RAZA's president, Karen Montoya '98, says the club's tight budget, approximately $500 last semester, puts a natural limit on the events it can stage and forces the club to make hard decisions about the nature of its activities.
"There's a conflict between how many we want to be political and how many social," Montoya says.
She notes that fiscal concerns sometimes place club officers on different sides of a programming issue.
"The tension has always been in discussions," Montoya says. "I'm not sure that it went beyond that."
As president, Montoya says she has chosen the social path, but not without reservations.
"My focus was to get more people involved," she says. "I probably focused more on the social events. I'd like to see more of a focus on the political [in the future]."
Montoya adds that social events have proved more effective membership recruiting tools than activist rallies.
RAZA's Cinco de Mayo dinner is the focal point of its social calendar, serving as a holiday celebration and a farewell to seniors. RAZA hosts study breaks with other ethnic groups and runs a movie night.
But the club also tries to mobilize its members for activism as well as its resources allow, Montoya says.
RAZA co-sponsored the Simpson protest and generally supports the work of the Ethnic Studies Action Committee.
The club also joined with students from the Kennedy School to show the PBS series "Chicano Movement" to interested students. Montoya describes the series as "a whole history of the Mexican-American civil rights struggle."
Recently, the club seemed to increase the emphasis on its political activism at a board meeting in May when club members Veronica Terriquez '97 and Richard Mora '99 proposed the formation of a distinct political committee within the club.
No member opposed the formation of the new committee.
Montoya says she sees this turn of events as evidence of the club's overall unity in the face of the dollar dilemma.

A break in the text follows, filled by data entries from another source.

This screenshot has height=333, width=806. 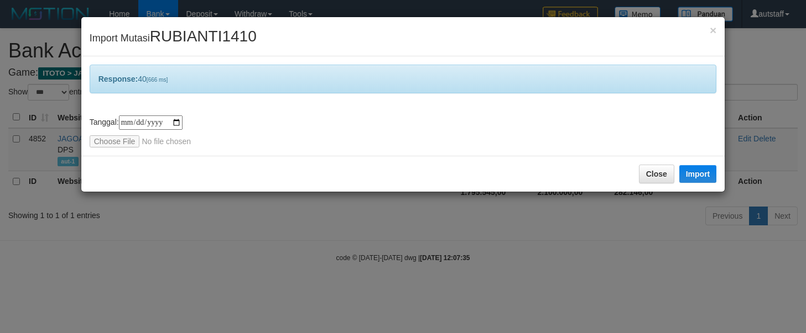 I want to click on b: Response:, so click(x=118, y=79).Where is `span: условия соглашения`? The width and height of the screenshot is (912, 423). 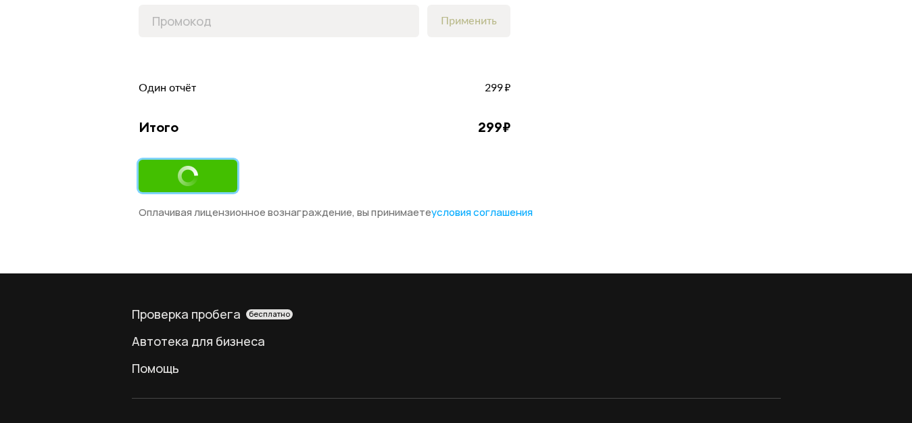 span: условия соглашения is located at coordinates (482, 212).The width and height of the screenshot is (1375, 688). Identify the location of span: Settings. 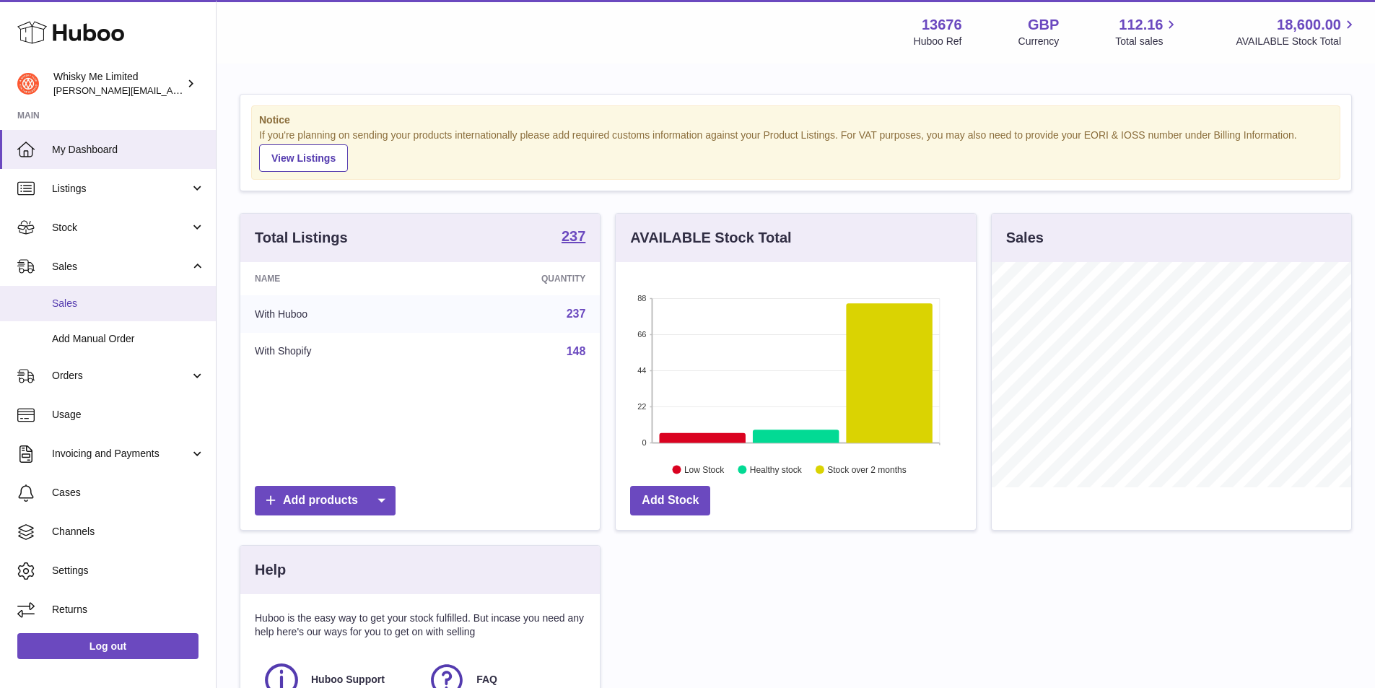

"[It] shows that people are content that they can bring up whatever issues they want to," she says.
BSA
In the Black Students Association (BSA), the tension between social and activist goals is exacerbated by lack of information about the club's limited resources, according to Chetanna I. Okasi '98, former BSA vice president.
Many club members pressure the BSA to pursue issues like minority hiring and racism at Harvard, Okasi says.
"When we don't take active stands...some people think we ought to be doing more," she says.
But, she says, most members of the club's board know that the BSA often cannot raise the money needed to bring national speakers on these issues to campus, while regular club members are probably unaware of this fact.
"Most of these differences are voiced mainly among non-board members," she says.
In addition, Okasi says the BSA is not always presented with clear-cut issues against which to rally.
Speaking of the reaction of former club president Kristen M. Clarke '97 to the publishing of The Bell Curve, Okasi says, "She was faced with a political situation, so she responded."
Tackling such a high-profile issue ensured last year's board an activist reputation, Okasi says, when in reality "the activities remain pretty much the same."
She cites the Million Man March as the most high-profile political event the BSA was involved in this year.
Regardless of varying perceptions of the BSA's purpose, Okasi says she finds the thought of a non-activist black student organization ludicrous.
"Our very breath is political," she says.